Print each line below verbatim, skipping every picture.

*****

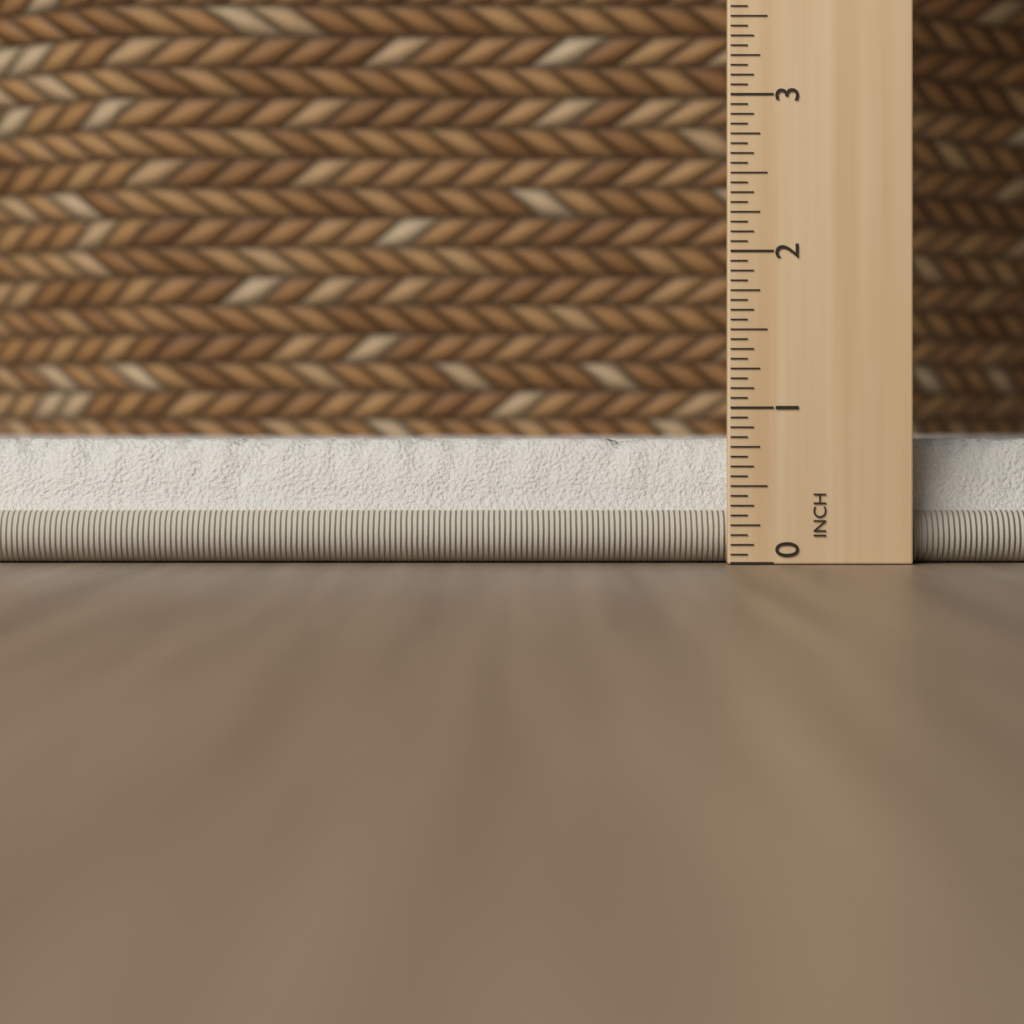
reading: 0.8000 in
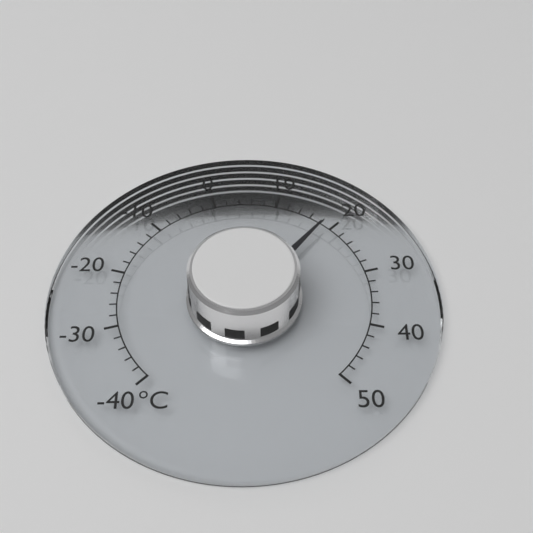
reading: 18 °C
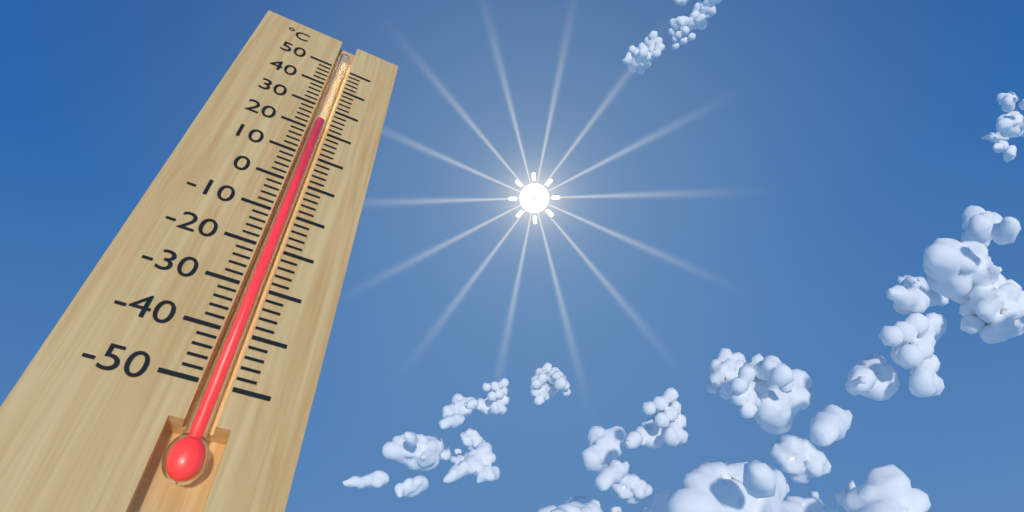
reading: 24 °C
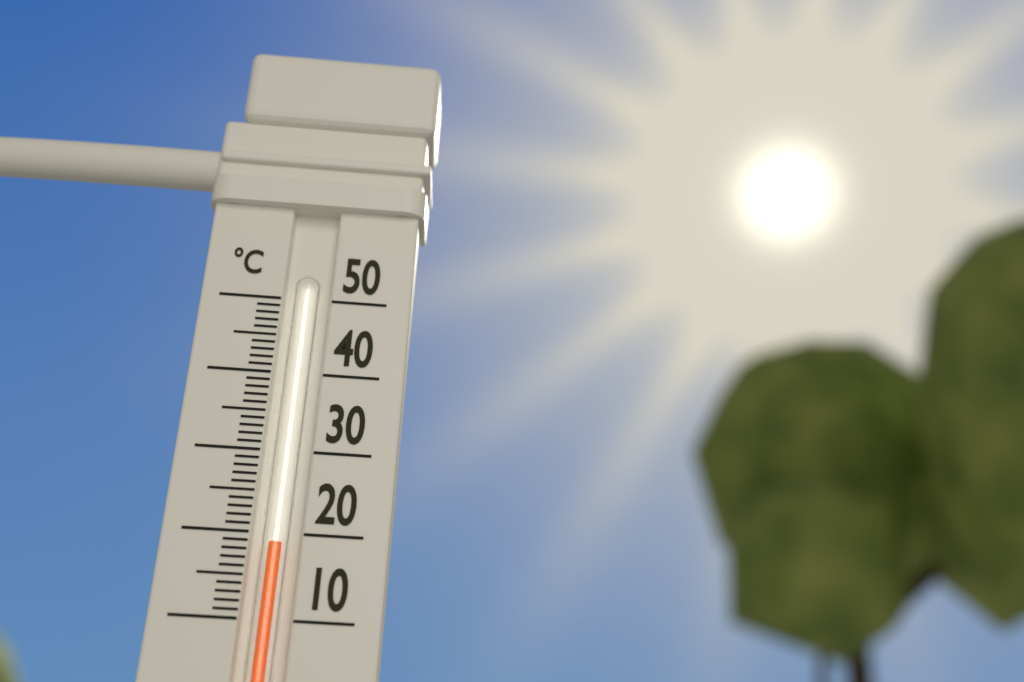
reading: 19 °C
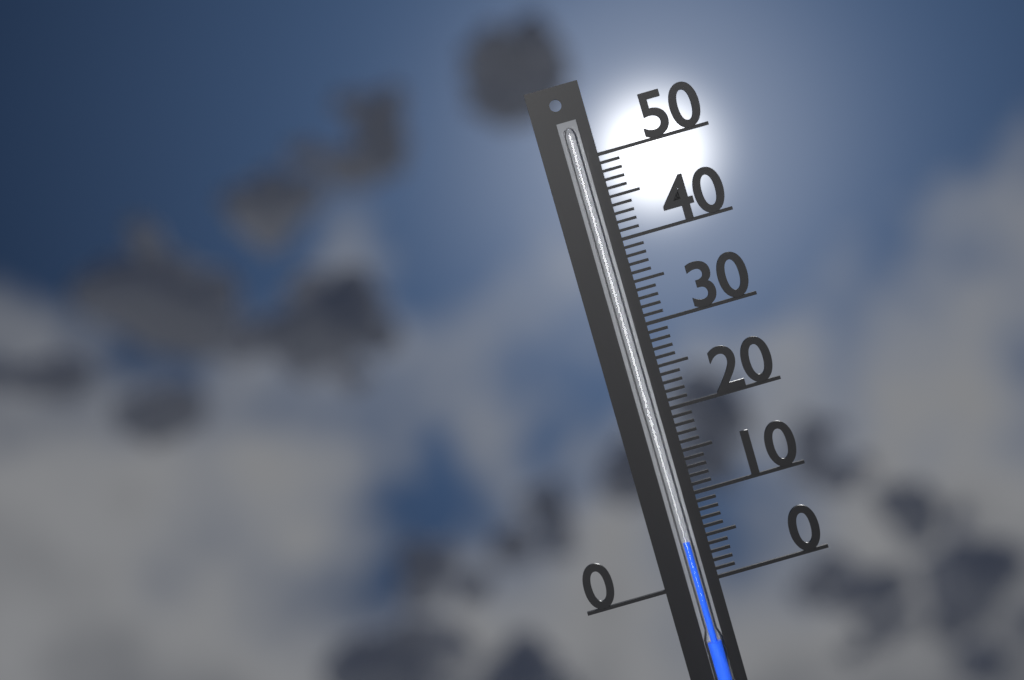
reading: 5 (no unit)
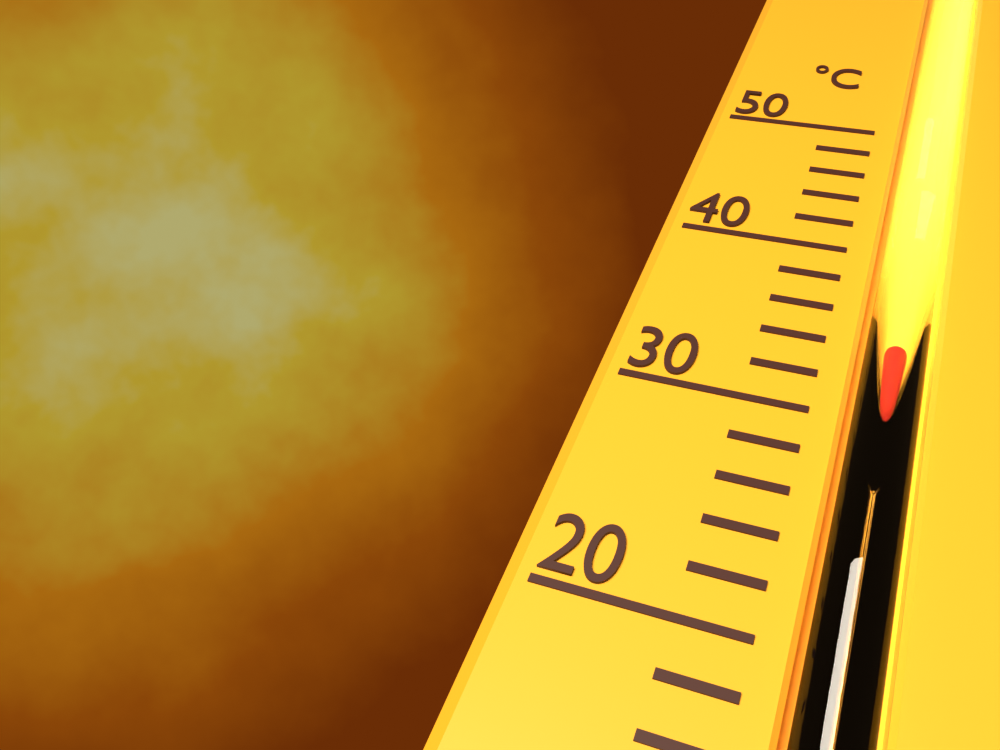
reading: 34 °C
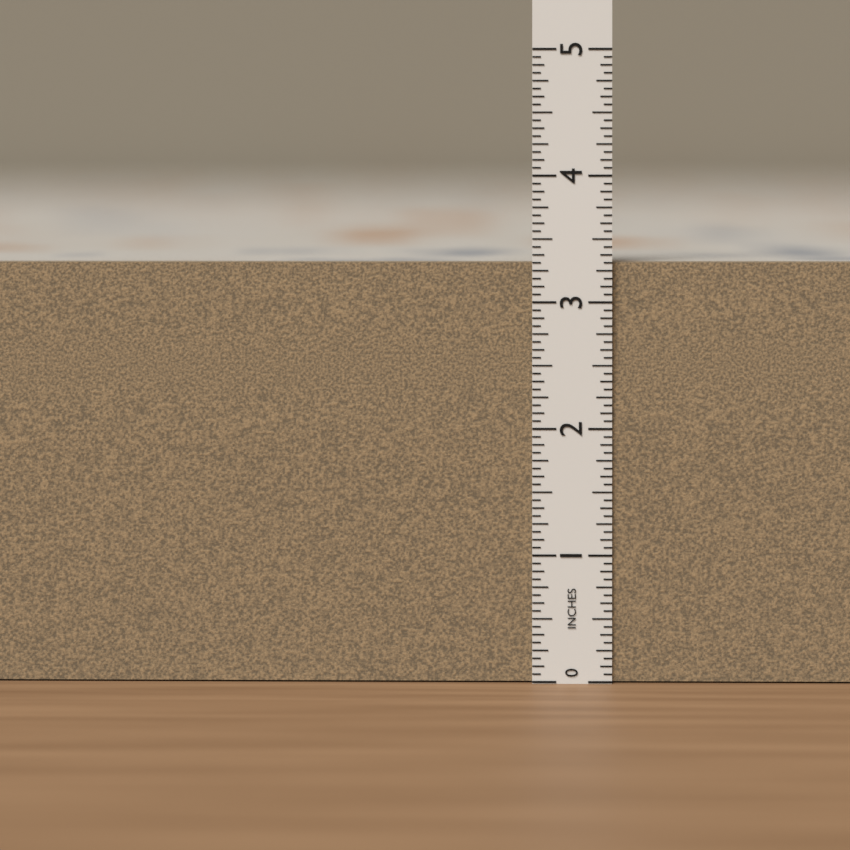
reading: 3.3125 in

*****

__Solution below__
reading: 0.8000 in
reading: 18 °C
reading: 24 °C
reading: 19 °C
reading: 5 (no unit)
reading: 34 °C
reading: 3.3125 in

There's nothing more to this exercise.